Dan Sinker, writing for The Atlantic, focuses on how everything about Covid-19, politics and the public school systems have broken parents all across the country.

Instead it was a year in limbo: school on stuttering Zoom, school in person and then back home again for quarantine, school all the time and none of the time. No part of it was good, for kids or parents, but most parts of it were safe, and somehow, impossibly, we made it through a full year. It was hell, but we did it. We did it.
Time collapsed and it was summer again, and, briefly, things looked better. We began to dream of normalcy, of trips and jobs and school. But 2021’s hot vax summer only truly delivered on the hot part, as vaccination rates slowed and the Delta variant cut through some states with the brutal efficiency of the wildfires that decimated others. It happened in a flash: It was good, then it was bad, then we were right back in the same nightmare we’d been living in for 18 months.
And suddenly now it’s back to school while cases are rising, back to school while masks are a battleground, back to school while everyone under 12 is still unvaccinated. Parents are living a repeat of the worst year of their lives-except this time, no matter what, kids are going back.

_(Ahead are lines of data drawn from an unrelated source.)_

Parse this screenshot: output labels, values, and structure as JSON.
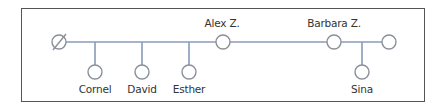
{
  "diagram": {
    "type": "family-tree",
    "line_color": "#8a9bb8",
    "border_color": "#555555",
    "nodes": [
      {
        "id": "deceased",
        "label": "",
        "symbol": "empty-set-circle"
      },
      {
        "id": "cornel",
        "label": "Cornel"
      },
      {
        "id": "david",
        "label": "David"
      },
      {
        "id": "esther",
        "label": "Esther"
      },
      {
        "id": "alex",
        "label": "Alex Z."
      },
      {
        "id": "barbara",
        "label": "Barbara Z."
      },
      {
        "id": "partner",
        "label": ""
      },
      {
        "id": "sina",
        "label": "Sina"
      }
    ],
    "edges": [
      {
        "from": "deceased",
        "to": "alex",
        "kind": "partnership"
      },
      {
        "from": "deceased-alex",
        "to": "cornel",
        "kind": "child"
      },
      {
        "from": "deceased-alex",
        "to": "david",
        "kind": "child"
      },
      {
        "from": "deceased-alex",
        "to": "esther",
        "kind": "child"
      },
      {
        "from": "alex",
        "to": "barbara",
        "kind": "sibling-line"
      },
      {
        "from": "barbara",
        "to": "partner",
        "kind": "partnership"
      },
      {
        "from": "barbara-partner",
        "to": "sina",
        "kind": "child"
      }
    ]
  },
  "labels": {
    "cornel": "Cornel",
    "david": "David",
    "esther": "Esther",
    "alex": "Alex Z.",
    "barbara": "Barbara Z.",
    "sina": "Sina"
  }
}
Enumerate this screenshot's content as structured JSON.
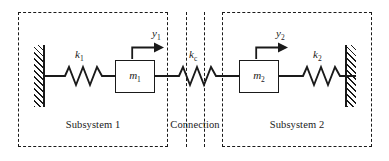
{
  "diagram": {
    "ink_color": "#1a1a1a",
    "background": "#ffffff"
  },
  "regions": [
    {
      "id": "subsystem-1",
      "label": "Subsystem 1"
    },
    {
      "id": "connection",
      "label": "Connection"
    },
    {
      "id": "subsystem-2",
      "label": "Subsystem 2"
    }
  ],
  "springs": [
    {
      "id": "k1",
      "symbol": "k",
      "subscript": "1"
    },
    {
      "id": "kc",
      "symbol": "k",
      "subscript": "c"
    },
    {
      "id": "k2",
      "symbol": "k",
      "subscript": "2"
    }
  ],
  "masses": [
    {
      "id": "m1",
      "symbol": "m",
      "subscript": "1"
    },
    {
      "id": "m2",
      "symbol": "m",
      "subscript": "2"
    }
  ],
  "displacements": [
    {
      "id": "y1",
      "symbol": "y",
      "subscript": "1",
      "direction": "right"
    },
    {
      "id": "y2",
      "symbol": "y",
      "subscript": "2",
      "direction": "right"
    }
  ],
  "supports": [
    {
      "id": "wall-left",
      "type": "fixed-wall",
      "hatch_side": "left"
    },
    {
      "id": "wall-right",
      "type": "fixed-wall",
      "hatch_side": "right"
    }
  ]
}
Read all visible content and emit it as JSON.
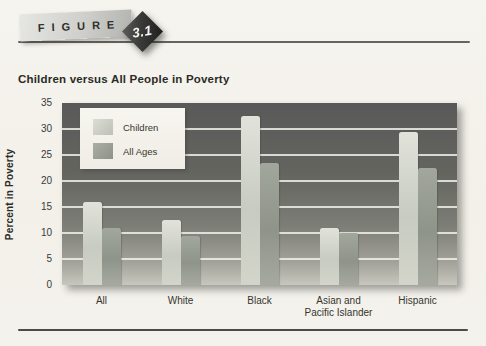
{
  "figure": {
    "label": "FIGURE",
    "number": "3.1",
    "title": "Children versus All People in Poverty"
  },
  "chart_data": {
    "type": "bar",
    "title": "Children versus All People in Poverty",
    "xlabel": "",
    "ylabel": "Percent in Poverty",
    "ylim": [
      0,
      35
    ],
    "yticks": [
      0,
      5,
      10,
      15,
      20,
      25,
      30,
      35
    ],
    "grid": true,
    "legend_position": "upper-left-inside",
    "categories": [
      "All",
      "White",
      "Black",
      "Asian and\nPacific Islander",
      "Hispanic"
    ],
    "series": [
      {
        "name": "Children",
        "color": "#d3d6cc",
        "values": [
          16,
          12.5,
          32.5,
          11,
          29.5
        ]
      },
      {
        "name": "All Ages",
        "color": "#9aa096",
        "values": [
          11,
          9.5,
          23.5,
          10,
          22.5
        ]
      }
    ]
  },
  "colors": {
    "plot_background_top": "#595959",
    "plot_background_bottom": "#c7c7bd",
    "gridline": "#f0f0e9",
    "bar_children": "#d3d6cc",
    "bar_all_ages": "#9aa096",
    "rule": "#4c4c46",
    "text": "#2b2b27",
    "figure_badge": "#2a2a28",
    "page_background": "#f3f1ea"
  }
}
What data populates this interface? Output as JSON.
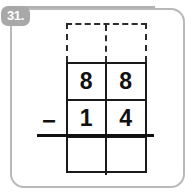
{
  "problem": {
    "number_label": "31.",
    "operator": "−",
    "operator_name": "minus-sign",
    "minuend": "88",
    "subtrahend": "14",
    "answer": "",
    "rows": [
      {
        "name": "regroup-row",
        "style": "dashed",
        "tens": "",
        "ones": ""
      },
      {
        "name": "minuend-row",
        "style": "solid",
        "tens": "8",
        "ones": "8"
      },
      {
        "name": "subtrahend-row",
        "style": "solid",
        "tens": "1",
        "ones": "4"
      },
      {
        "name": "answer-row",
        "style": "solid",
        "tens": "",
        "ones": ""
      }
    ]
  },
  "colors": {
    "badge_background": "#a8a8a8",
    "badge_text": "#ffffff",
    "grid_line": "#1a1a1a",
    "dashed_line": "#2b2b2b",
    "card_border": "#b9b9b9",
    "page_background": "#ffffff",
    "digit_text": "#111111"
  }
}
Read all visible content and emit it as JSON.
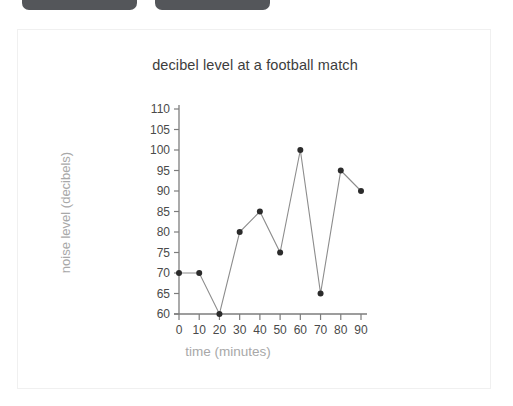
{
  "toolbar": {
    "chips": [
      {
        "name": "toolbar-chip-left",
        "label": ""
      },
      {
        "name": "toolbar-chip-right",
        "label": ""
      }
    ]
  },
  "card": {
    "background": "#ffffff",
    "border_color": "#f0f0f0"
  },
  "chart_data": {
    "type": "line",
    "title": "decibel level at a football match",
    "xlabel": "time (minutes)",
    "ylabel": "noise level (decibels)",
    "x": [
      0,
      10,
      20,
      30,
      40,
      50,
      60,
      70,
      80,
      90
    ],
    "values": [
      70,
      70,
      60,
      80,
      85,
      75,
      100,
      65,
      95,
      90
    ],
    "xlim": [
      0,
      90
    ],
    "ylim": [
      60,
      110
    ],
    "xticks": [
      "0",
      "10",
      "20",
      "30",
      "40",
      "50",
      "60",
      "70",
      "80",
      "90"
    ],
    "yticks": [
      "60",
      "65",
      "70",
      "75",
      "80",
      "85",
      "90",
      "95",
      "100",
      "105",
      "110"
    ],
    "grid": false,
    "legend": null,
    "marker": "circle",
    "line_color": "#8c8c8c",
    "marker_color": "#2b2b2b",
    "title_color": "#3d3d3d",
    "axis_label_color": "#a8a8a8",
    "tick_label_color": "#4a4a4a"
  }
}
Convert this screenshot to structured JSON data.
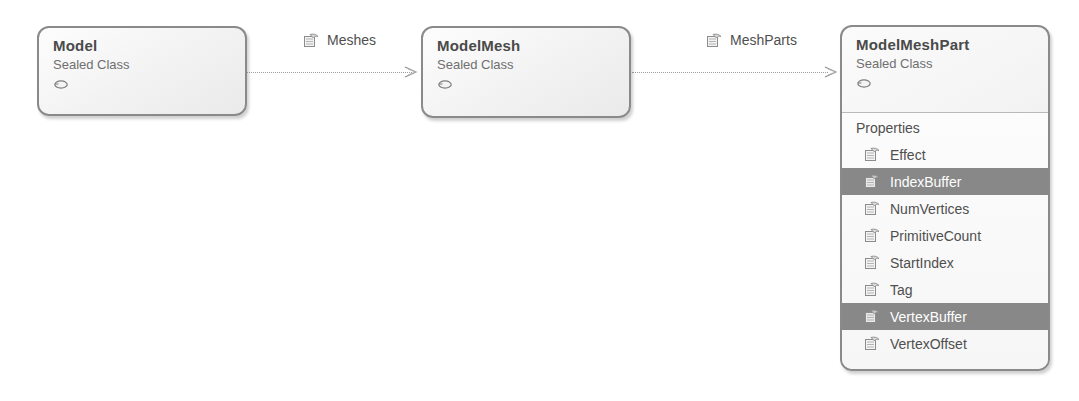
{
  "diagram": {
    "type": "uml-class-diagram",
    "background_color": "#ffffff",
    "line_color": "#9e9e9e",
    "selection_color": "#888888",
    "border_color": "#8a8a8a",
    "text_color": "#4f4f4f"
  },
  "classes": [
    {
      "id": "model",
      "name": "Model",
      "stereotype": "Sealed Class",
      "sealed_icon": "sealed-oval-icon"
    },
    {
      "id": "model-mesh",
      "name": "ModelMesh",
      "stereotype": "Sealed Class",
      "sealed_icon": "sealed-oval-icon"
    },
    {
      "id": "model-mesh-part",
      "name": "ModelMeshPart",
      "stereotype": "Sealed Class",
      "sealed_icon": "sealed-oval-icon",
      "compartment": {
        "title": "Properties",
        "members": [
          {
            "name": "Effect",
            "icon": "property-icon",
            "selected": false
          },
          {
            "name": "IndexBuffer",
            "icon": "property-icon",
            "selected": true
          },
          {
            "name": "NumVertices",
            "icon": "property-icon",
            "selected": false
          },
          {
            "name": "PrimitiveCount",
            "icon": "property-icon",
            "selected": false
          },
          {
            "name": "StartIndex",
            "icon": "property-icon",
            "selected": false
          },
          {
            "name": "Tag",
            "icon": "property-icon",
            "selected": false
          },
          {
            "name": "VertexBuffer",
            "icon": "property-icon",
            "selected": true
          },
          {
            "name": "VertexOffset",
            "icon": "property-icon",
            "selected": false
          }
        ]
      }
    }
  ],
  "associations": [
    {
      "id": "meshes",
      "label": "Meshes",
      "icon": "property-icon",
      "from": "model",
      "to": "model-mesh"
    },
    {
      "id": "mesh-parts",
      "label": "MeshParts",
      "icon": "property-icon",
      "from": "model-mesh",
      "to": "model-mesh-part"
    }
  ]
}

Even with college-age and older kids, my wife and I are struggling with trying to keep the kids (and family and friends) safe from Covid-19 while balancing the social and emotional wellbeing of everyone concerned. Plus, you know, navigating our jobs and figuring out dinner and whatnot.

We have help and resources. I can’t imagine what it is like for parents who don’t.

Most of 2020 and a large chunk of 2021 are going to be traumatizing for kids for decades.